While writing South Providence Girls, Knapp suffered a stroke, leading to deeper introspection on her purpose. “After that stroke, I thought a lot about what my purpose was, and I decided that my purpose was to tell the story, whatever the story was, and especially if it was a story that if I didn’t tell it, it would disappear. …[W]hen I had that stroke, I was close to finishing up my last book, the South Providence Girls. …I managed to finish it and get it out, and get it published, and do presentations on it, within months after.”
Knapp’s work emphasizes the small things in life, from old photographs to jigsaw puzzle pieces – a sentiment that informs how she views aging and her relationship with others. “There’s a couple across the hall from me. They’re both in their 90s, and he’s dying. He has esophageal cancer. And so what can I do? I can’t change that, but what I can do is ring her doorbell and bring her a piece of homemade coffee cake. Because in that way, in that small way, I can, for a few minutes, help this one person feel taken care of.”
Perspectives on Aging
Growing old can be isolating, especially coupled with societal expectations to look young. “A number of years ago, I had been coloring my hair, but writing about acknowledging and not denying aging. And then I said, ‘Wait a minute, if I want to demonstrate that, I have to stop coloring my hair, and let it go gray,’ …I’m not trying to pretend that I’m young.”

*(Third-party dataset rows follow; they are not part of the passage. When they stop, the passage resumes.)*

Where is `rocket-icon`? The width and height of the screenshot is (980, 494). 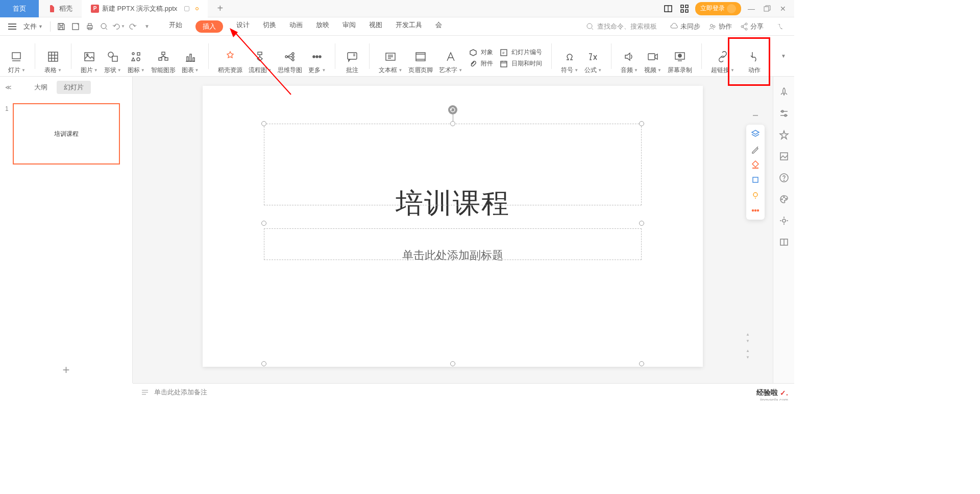 rocket-icon is located at coordinates (784, 92).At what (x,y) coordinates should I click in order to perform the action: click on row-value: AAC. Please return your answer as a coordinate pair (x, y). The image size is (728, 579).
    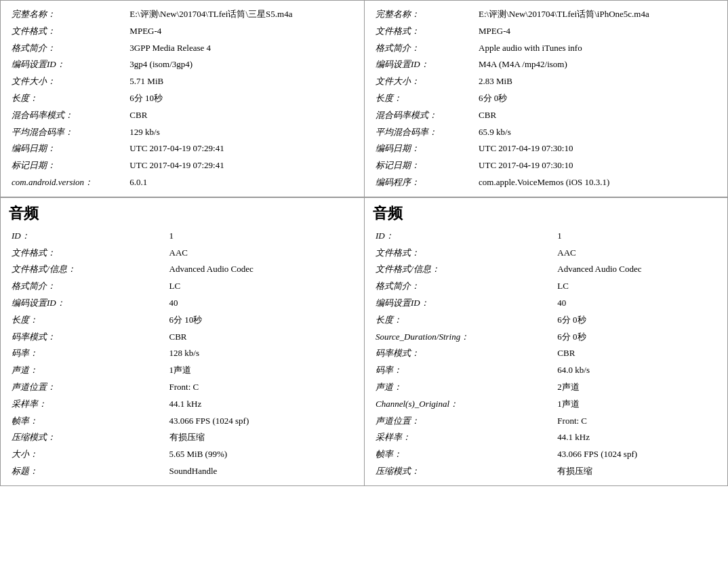
    Looking at the image, I should click on (637, 254).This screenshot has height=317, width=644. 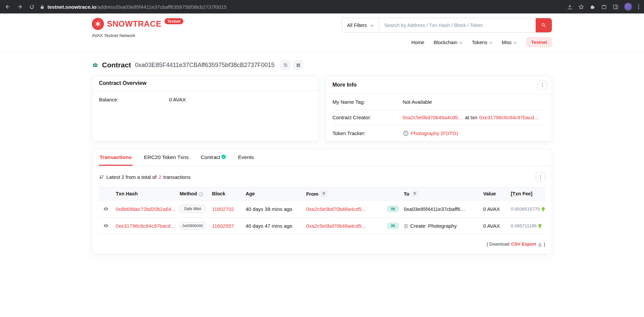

Knapp’s emphasis on acknowledging the aging process has impacted the way she has interacted with the Newton community. Serving on the Newton Council for Aging for over a decade, Knapp recalls feeling frustrated about the debate surrounding older people. “Should they people be called seniors? Should they be called elders? Should they be called older people? …There was a lot of ‘them’, ‘they’ versus ‘us’ …Whatever you call it, [it] doesn’t do away with the fact that people get old, right?”
For Marian, the change of language about the aging process serves only as a form of denial, which in turn poses a major hurdle for those navigating the process. “[The] societal image of what an older person is …[that they’re] a child, and that’s what drives me nuts, that people will say, ‘Oh, Hi, dear,’ ‘Hi, honey,’ as if I’m some kind of kid. …Our society denigrates older people.”
Knapp sees that her writing about aging gives her agency to shape her own narrative, serving as an inspiration to the community around her. When asked about what motivates her to push on in the face of aging, Knapp said, “The most important thing is to keep my mind active and keep setting important goals that are realistic for me at this point in life …keeping yourself relevant in some way.”
Noa Kelmer-Racin is a Fig City News student reporter and a sophomore at Princeton University.